My application takes a checkpoint every few 100 milliseconds by using the fork system call. However, I notice that my application slows down significantly when using checkpointing (forking). I tested the time taken by fork call and it came out to be 1 to 2 ms. So why is fork slowing down my application so much. Note that I only keep 1 checkpoint (forked process) at a time and kill the previous checkpoint whenever I take a new one. Also, my computer has a huge RAM.
Notice that my forked process just sleeps after creation. It is only awoken when rollback needs to be done. So, it should not be scheduled by the OS. One thing that comes to my mind is that since fork is a copy-on-write mechanism, there are page faults occuring whenever my application modifies a page. But should that slow down the application significantly?

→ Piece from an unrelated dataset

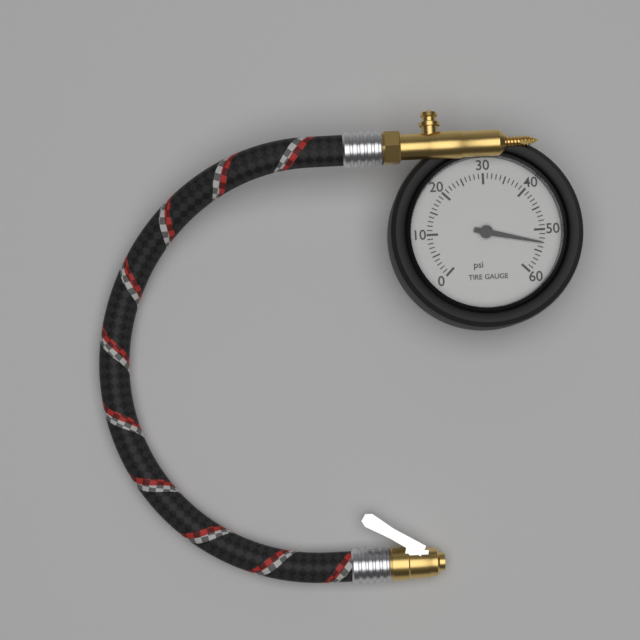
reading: 53 psi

Without checkpointing (forking), my application finishes in approximately 3.1 seconds and with it, it takes around 3.7 seconds. Any idea, what is slowing down my application?
You are probably observing the cost of the copy-on-write mechanism, as you hypothesize. That’s actually quite expensive — it is the reason
vforkstill exists. (The main cost is not the extra page faults themselves, but thememcpyof each page as it is touched, and the associated cache and TLB flushes.) It’s not showing up as a cost offorkbecause the page faults don’t happen inside the system call.You can confirm the hypothesis by looking at the times reported by
getrusage— if this is correct, the extra time elapsed should be nearly all “system” time (CPU burnt inside the kernel).oprofileorperfwill let you pin down the problem more specifically… if you can get them to work at all, which is nontrivial, alas.Unfortunately, copy-on-write is also the reason why your checkpoint mechanism works in the first place. Can you get away with taking checkpoints at longer intervals? That’s the only quick fix I can think of.